Technical discussions were limited or non-existent. Do-it-yourself concerned
using social media and focused on content, with lots of concerns about marketing. One of my goals in attending was to learn more
about Twitter. I did, not because there was a class about it, but whole thing
seemed to run on Twitter.

The most impressive presentation was given by Priya Narasimhan, a
professor at Carnegie Mellon. She just blew me away. I don’t know whether it
was who she is, what she is doing, or the fact that she became a sports fan
when she got to Pittsburgh, probably all three. This fandom has driven the product she created, Yinzcam, an enhancement, using your mobile device, to your ice hockey game experience. Here is a brief version of the speech she gave us, which I found on YouTube. She made this presentation in August. If they get her presentation up on the Podcamp website, it's worth watching. There's a lot more about edemocrary and iburgh.

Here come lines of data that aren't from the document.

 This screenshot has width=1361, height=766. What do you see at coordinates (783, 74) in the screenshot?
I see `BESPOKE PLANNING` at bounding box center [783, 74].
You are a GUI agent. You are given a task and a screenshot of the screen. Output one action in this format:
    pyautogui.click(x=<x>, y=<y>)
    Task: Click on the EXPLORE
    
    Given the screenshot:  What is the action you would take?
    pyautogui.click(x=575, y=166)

http://www.youtube.com/v/T6FqKLjefu0&hl=en&fs=1&rel=0

The idea for iburgh, the second device she speaks about, evidently came from City Councilor Bill Peduto, who gave the keynote address on Saturday morning. He talked about using the information on the web to make government more transparent, something sorely lacking in the 'burgh. Peduto's presentation is also worth watching.

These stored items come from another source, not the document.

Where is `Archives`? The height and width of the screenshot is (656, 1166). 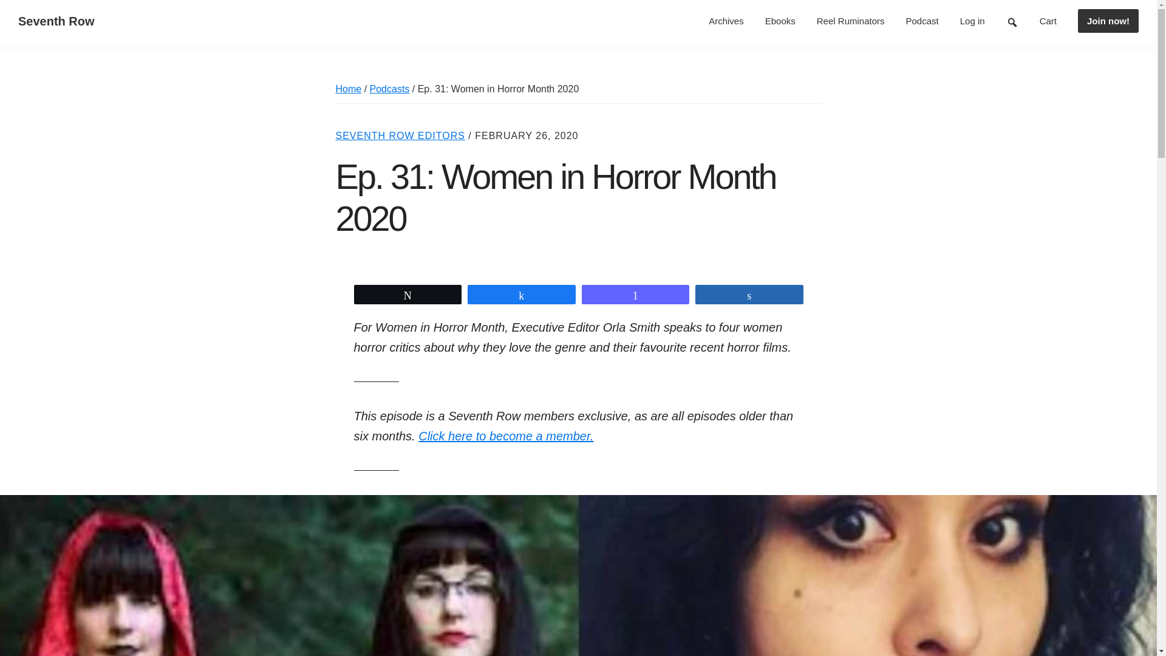 Archives is located at coordinates (726, 21).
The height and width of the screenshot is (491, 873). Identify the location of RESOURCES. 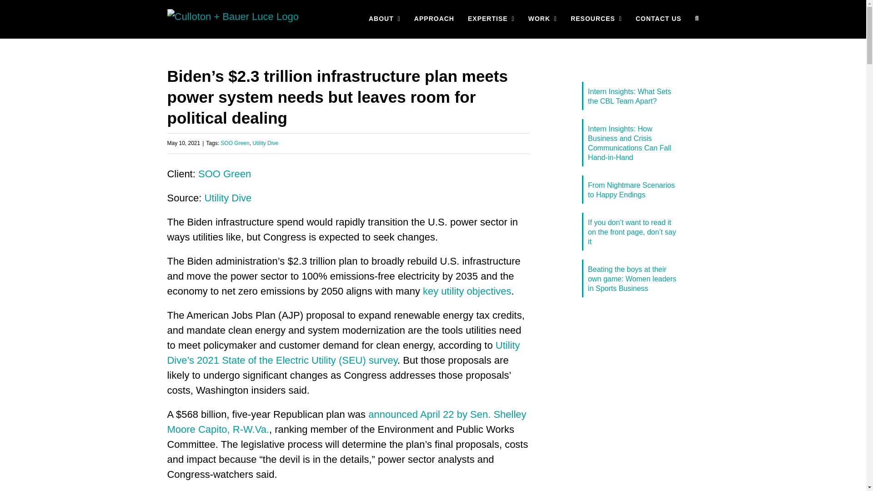
(596, 18).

I met Amie, who sometimes comments on my blog. That was really fun. She's the second of my blogging friends I've met in person. Also took a class called "Refinding Your Blog Voice." Maybe it will help me post more often. All told a good weekend.

Fenced in by the G 20

The powers that be in Pittsburgh tell us this is great PR for the city; we will finally get known for something other than being a smoky city. I don't think they meant the steel city would be known for our fencing and steel barricades, but that's how it looks to me. Tuesday, walking to class, one of my classmates offered me a ride just as it looked like the rains were coming. She drove through Schenley Park near Phipps Conservatory and already the park was being fenced in–or we were being kept out. Yesterday I went to a noon colloquium at Frick fine arts, the Pitt building closest to the Phipps. It was surrounded by fencing with only one way to get in (or out). I felt like I was in some kind of prison. Pitt is closed today and all of my classes at CMU have been canceled. Sculpture in front of the Carnegie Museum looks like it has been crated. All of this because there will be a welcome dinner tonight at the Phipps. How welcome is that!

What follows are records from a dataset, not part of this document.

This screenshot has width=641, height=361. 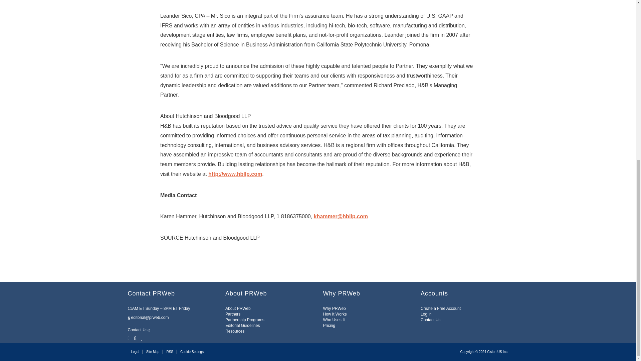 What do you see at coordinates (334, 314) in the screenshot?
I see `How It Works` at bounding box center [334, 314].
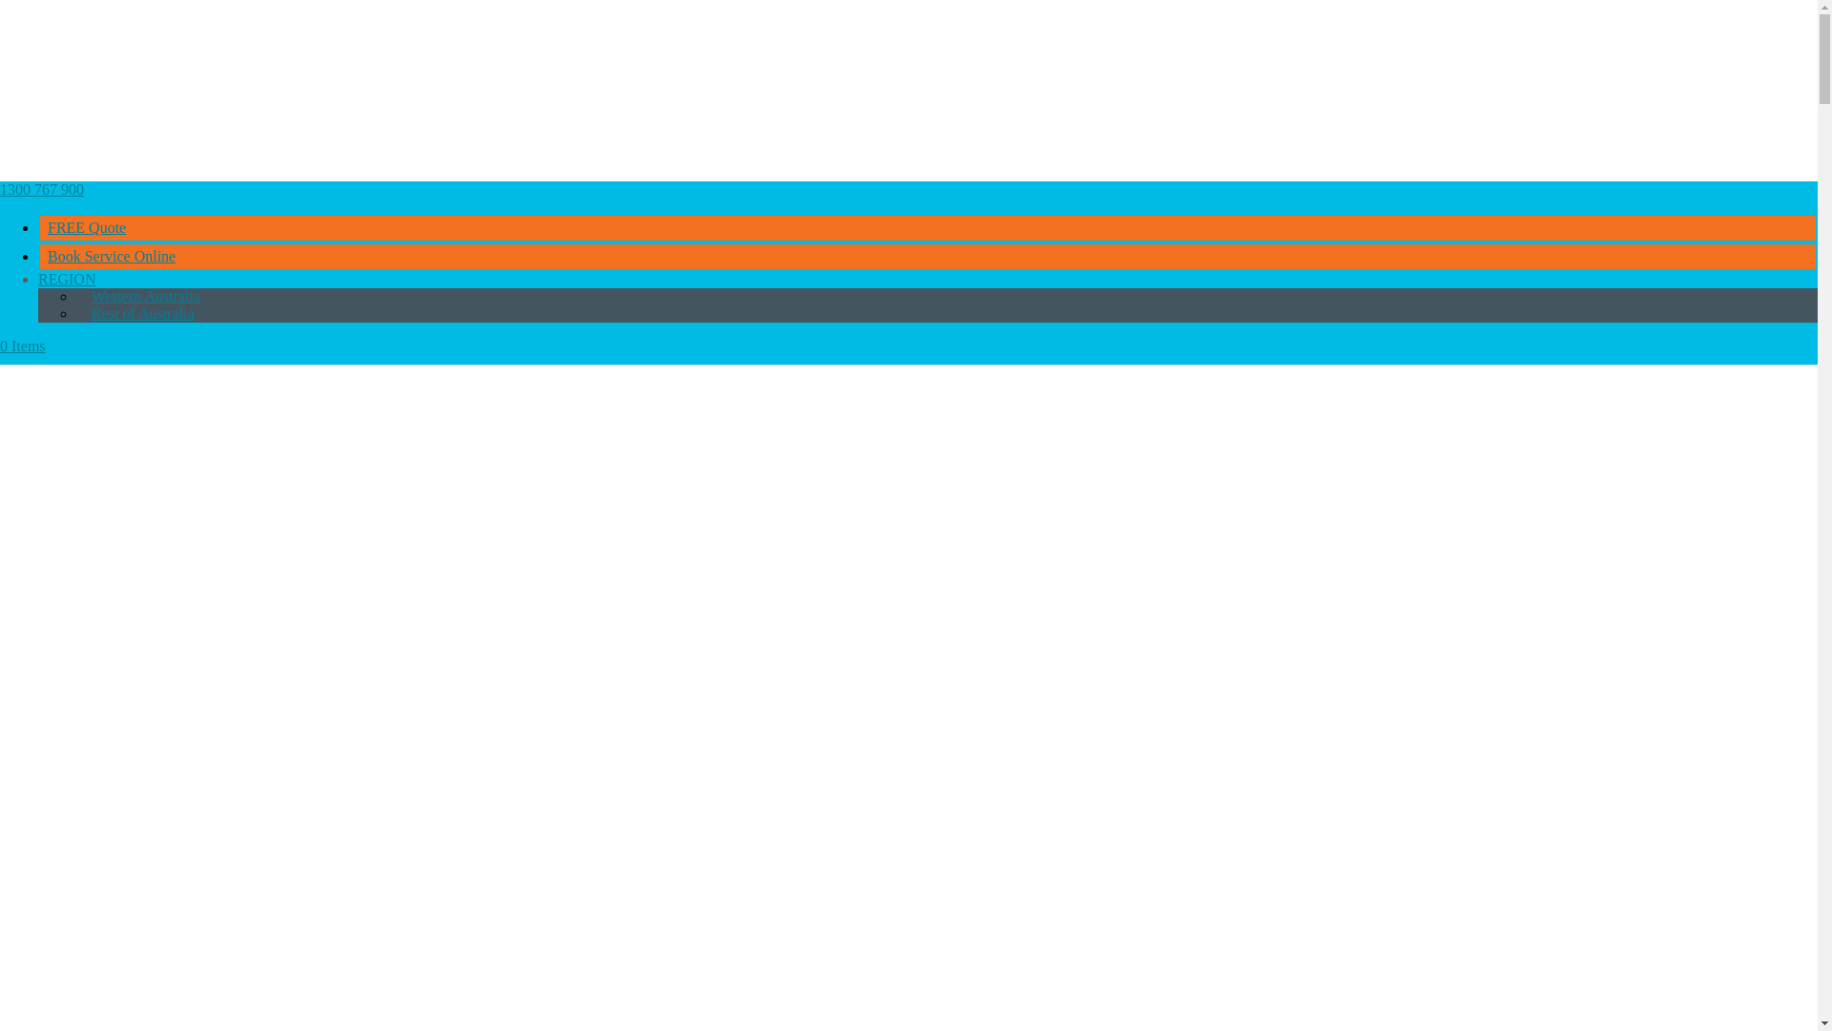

They say it's because of all of the protests and the damage done in other cities. Here are some links about the protests: http://www.guardian.co.uk/world/2009/sep/23/g20-usa

http://www.boston.com/bigpicture2009/04protests_at_the_g20_summit.html

http://pittsburgh.bizjournals.com/pittsburgh/stories/2009/09/21/daily23.html

If I was coming here from a foreign country I would certainly wonder about all of these impediments to free movement in our supposedly free country. And why don't these government ministers from all over the world wonder what they have done to make so many people so angry.